A detailed, smart account of the foibles of those early days, when no one knew how to conduct decent journalism and make money at the same time. [Smiths] discussion of the Huffington Post is especially telling as a study in haplessness. Along the way, he tells entertaining out-of-school tales of the early Facebook, the Drudge Report, Breitbart, and Twitter. Self-aware and self-critical, Smith allows that while all these entities helped create todays digital culture, it was often not for the better, even if Denton today voices hope for a Talmudic internet still to be made. Theres no better history of the Wild West days of early social media than this one. Kirkus (starred review)

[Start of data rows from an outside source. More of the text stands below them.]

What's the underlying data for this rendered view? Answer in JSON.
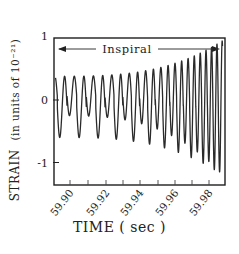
{
  "chart_data": {
    "type": "line",
    "title": "",
    "annotation": "Inspiral",
    "xlabel": "TIME ( sec )",
    "ylabel": "STRAIN",
    "ylabel_units": "(in units of 10⁻²¹)",
    "xlim": [
      59.886,
      59.995
    ],
    "ylim": [
      -1.0,
      1.0
    ],
    "x_ticks": [
      59.89,
      59.9,
      59.91,
      59.92,
      59.93,
      59.94,
      59.95,
      59.96,
      59.97,
      59.98,
      59.99
    ],
    "x_tick_labels": [
      "59.90",
      "59.92",
      "59.94",
      "59.96",
      "59.98"
    ],
    "x_tick_label_values": [
      59.9,
      59.92,
      59.94,
      59.96,
      59.98
    ],
    "y_ticks": [
      1,
      0,
      -1
    ],
    "y_tick_labels": [
      "1",
      "0",
      "-1"
    ],
    "grid": false,
    "series": [
      {
        "name": "strain (inspiral waveform)",
        "description": "Chirp: oscillation frequency and amplitude increase toward coalescence at right edge",
        "cycles_visible": 22,
        "start": {
          "t": 59.886,
          "peak": 0.38,
          "trough_shallow": -0.25,
          "trough_deep": -0.6
        },
        "end": {
          "t": 59.994,
          "peak": 0.95,
          "trough": -1.2
        }
      }
    ],
    "colors": {
      "line": "#2a2a2a",
      "frame": "#1e1e1e",
      "background": "#ffffff"
    }
  }
}
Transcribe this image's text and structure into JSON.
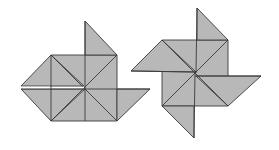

A riveting insiders look at the history of online news media . . . Smiths rigorous journalism and proximity to his subject imbue this with abounding insight, and the authors sharp eye for character gives it the feel of a novel. Sobering and captivating, this is an essential take on the 21st-century media landscape. Publishers Weekly (starred review)
Ben Smith is the Tom Wolfe of our digital age: the writer capturing what we lived through, what to make of it andbest of allthe drama of billion-dollar rivalries between nerds and delinquents. Traffic profiles the grifters, dreamers, geniuses and asshats who constructed the golden age of digital media. You should absolutely read this book. Charles Duhigg, bestselling author of The Power of Habit and Smarter Faster Better
This is a rollicking and fun, but also unnerving, chronicle of how the colorful characters at Gawker, BuzzFeed and other outlets invented the era of viral media and what the consequences, both bright and very ominous, have been. Its a joy to read, but it will also open your eyes to how hot medias have melted our democracy. Walter Isaacson, bestselling author of The Code Breaker
Traffic is the definitive account of the rise of digital media and the attention economy. The book is smart, entertaining and insightful. It reveals how technology and our shifting media landscape have forever transformed culture, politics, and the world we live in. Its a fascinating read and peek behind the curtain of how culture gets made. Having played a key role in the industry itself, Smith is an expert chronicler of the promise and the failures of digital media and tech giants. The book captures the highs and lows of the dawn of social media and the influencer world. You wont be able to put it down. Its authoritative, captivating, and a must read for anyone who cares about our information ecosystem. Taylor Lorenz, technology columnist, Washington Post
Ben Smith tells a true story of the internet, how for so many dreamers it ends in heartbreak. Here, in an edge-of-your seat narrative, we watch the gold-rush value of clicks, eyeballs, and unique visitors go to practically nothing for everyone else as Facebook takes it all. An honest, insightful, unsparing literature about the internet occupies a very sparse shelf, but Smith, both actor and acute observer in this tale, adds a likely classic to it. Michael Wolff, bestselling author of Fire and Fury and Burn Rate
Ben Smith is the editor in chief of Semafor, a new global news company. He is the former media columnist for The New York Times and founding editor in chief of BuzzFeed News. Before that, he was among the first reporters to adapt the tools of the internet to political journalism for the Observer (New York), the New York Daily News, and Politico. He lives in Brooklyn with his wife and three children.